### What the exercise asks
Of the lines below, write out exactly those from the line with "Locate an element" through the line with "This screenshot has width=1816, height=1022.", both included, and skip the rest.

### Dataset entries
----------------

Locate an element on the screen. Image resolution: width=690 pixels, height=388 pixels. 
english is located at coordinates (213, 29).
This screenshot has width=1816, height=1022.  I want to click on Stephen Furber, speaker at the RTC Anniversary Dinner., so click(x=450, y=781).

----------------

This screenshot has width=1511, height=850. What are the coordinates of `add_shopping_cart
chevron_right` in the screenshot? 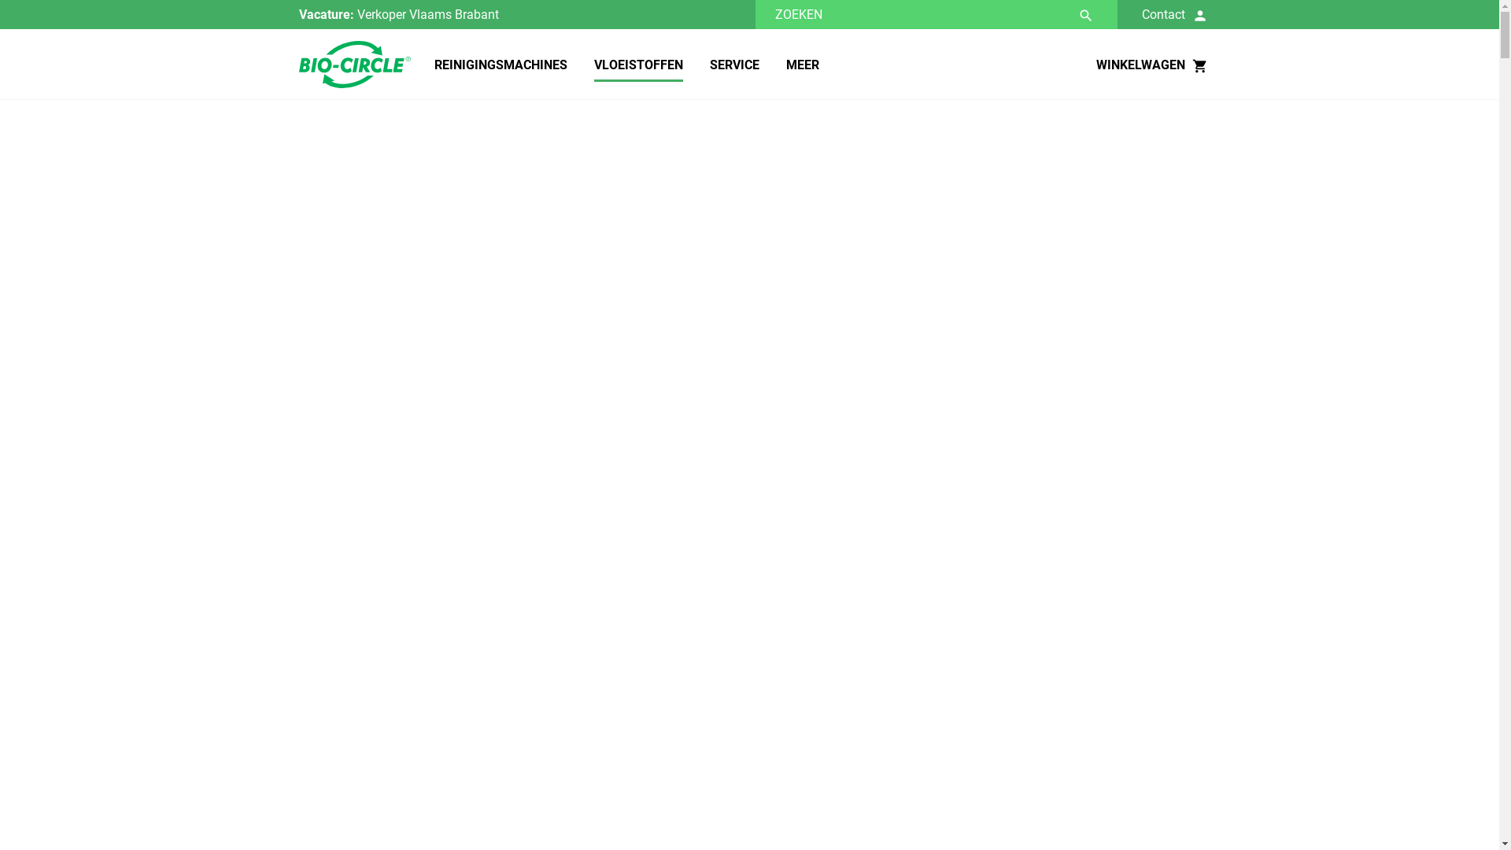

----------------

### Output below
Locate an element on the screen. Image resolution: width=690 pixels, height=388 pixels. 
english is located at coordinates (213, 29).
This screenshot has width=1816, height=1022.  I want to click on Stephen Furber, speaker at the RTC Anniversary Dinner., so click(x=450, y=781).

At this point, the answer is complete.